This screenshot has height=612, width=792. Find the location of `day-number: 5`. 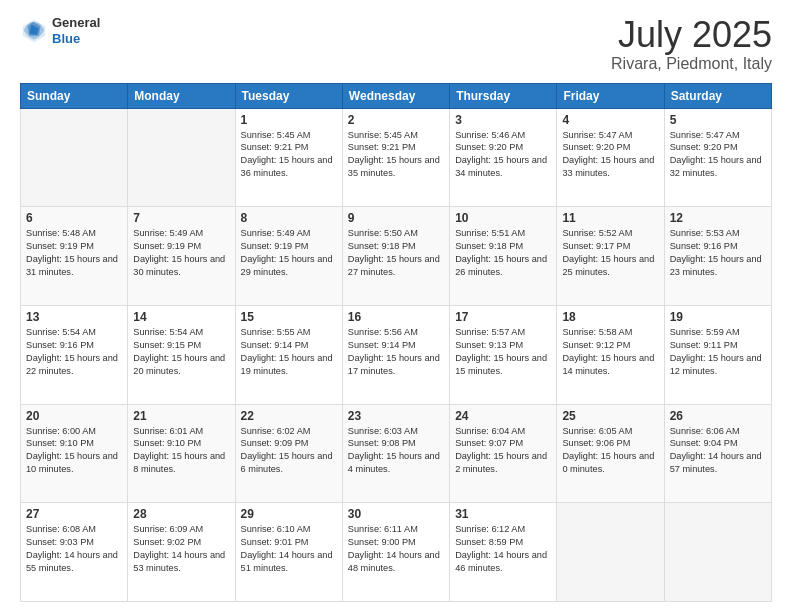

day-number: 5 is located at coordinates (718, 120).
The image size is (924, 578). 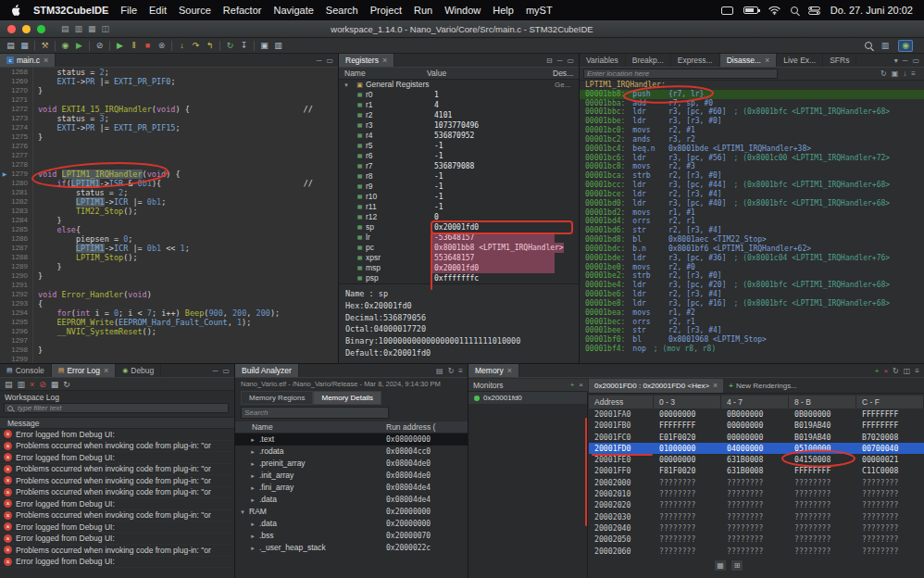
════════
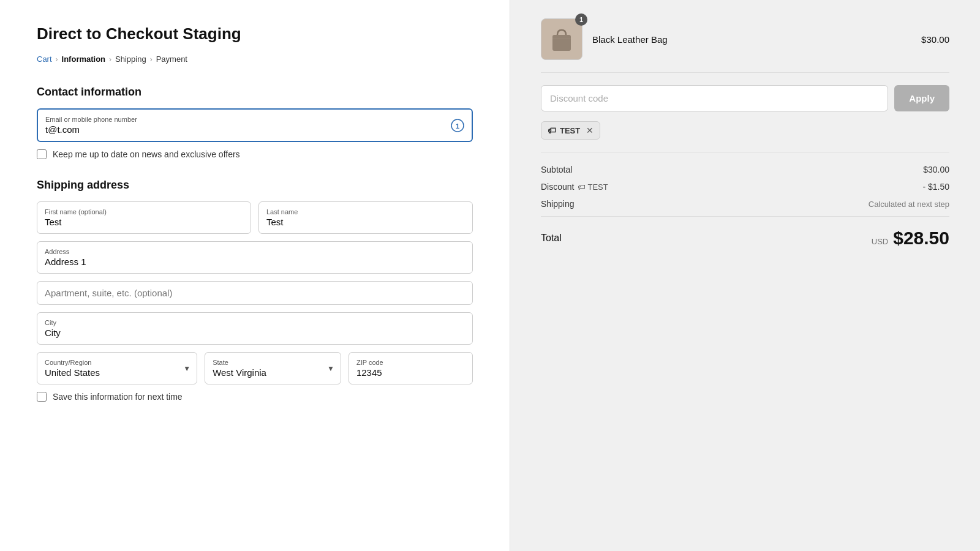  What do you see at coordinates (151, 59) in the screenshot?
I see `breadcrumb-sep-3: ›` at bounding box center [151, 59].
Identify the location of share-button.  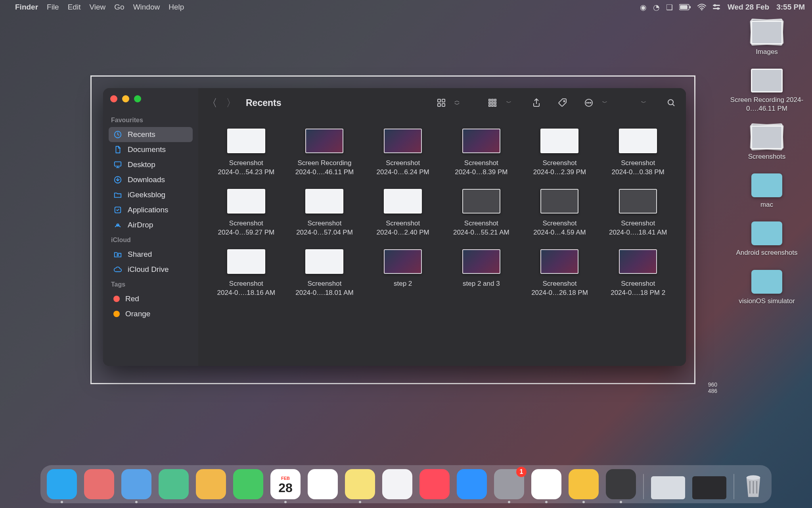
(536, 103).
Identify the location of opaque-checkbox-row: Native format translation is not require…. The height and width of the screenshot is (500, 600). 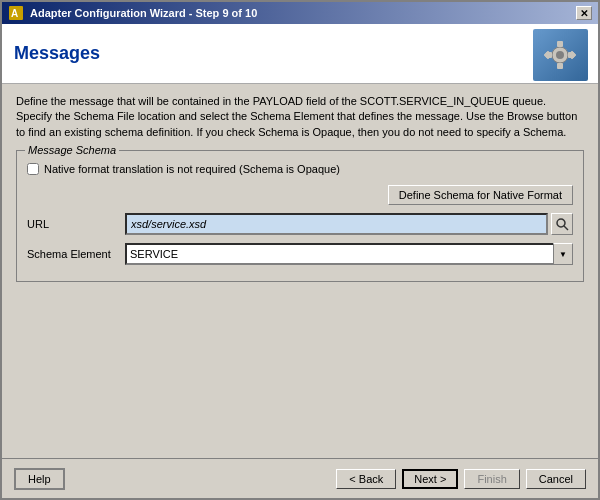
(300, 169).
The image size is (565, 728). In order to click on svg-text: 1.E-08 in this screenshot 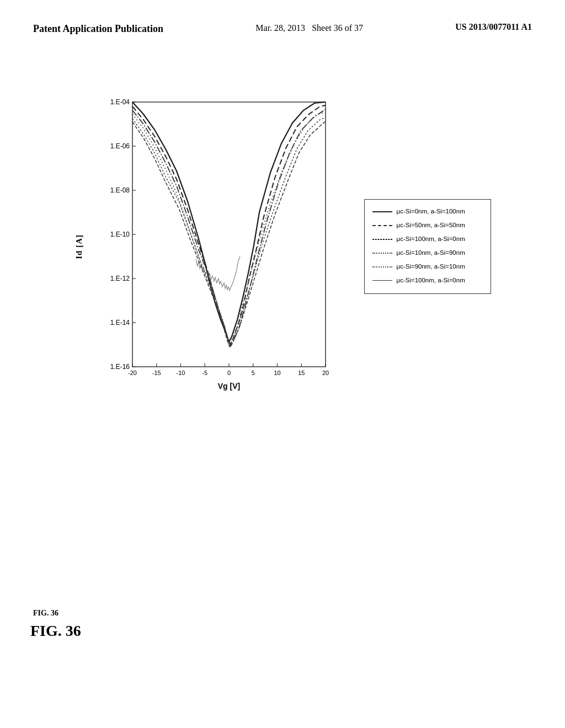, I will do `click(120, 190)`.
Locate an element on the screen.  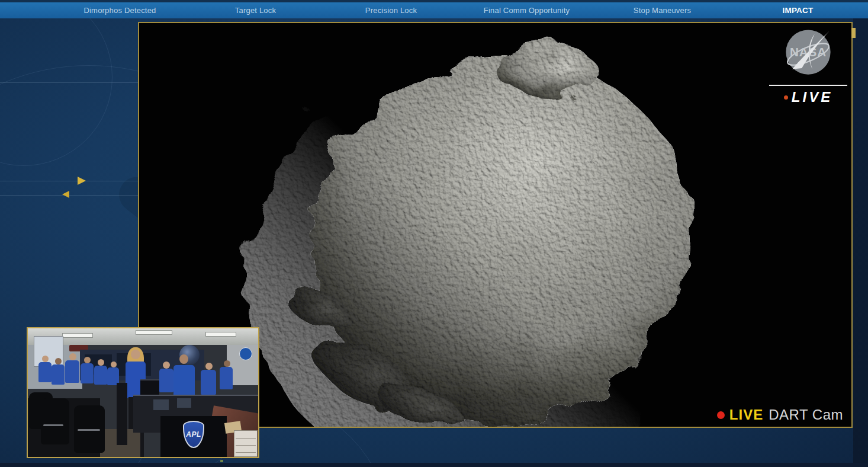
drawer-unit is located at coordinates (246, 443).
════════
[Task directions] An exact copy of the lines above from the one with "This screenshot has" up to and including the one with "The image size is (924, 578)." is required; reproduce only those lines, omitting all pictures.

[Response to this exercise]
This screenshot has height=612, width=792. Find the location of `day-number: 5`. 

day-number: 5 is located at coordinates (718, 120).
The image size is (924, 578). 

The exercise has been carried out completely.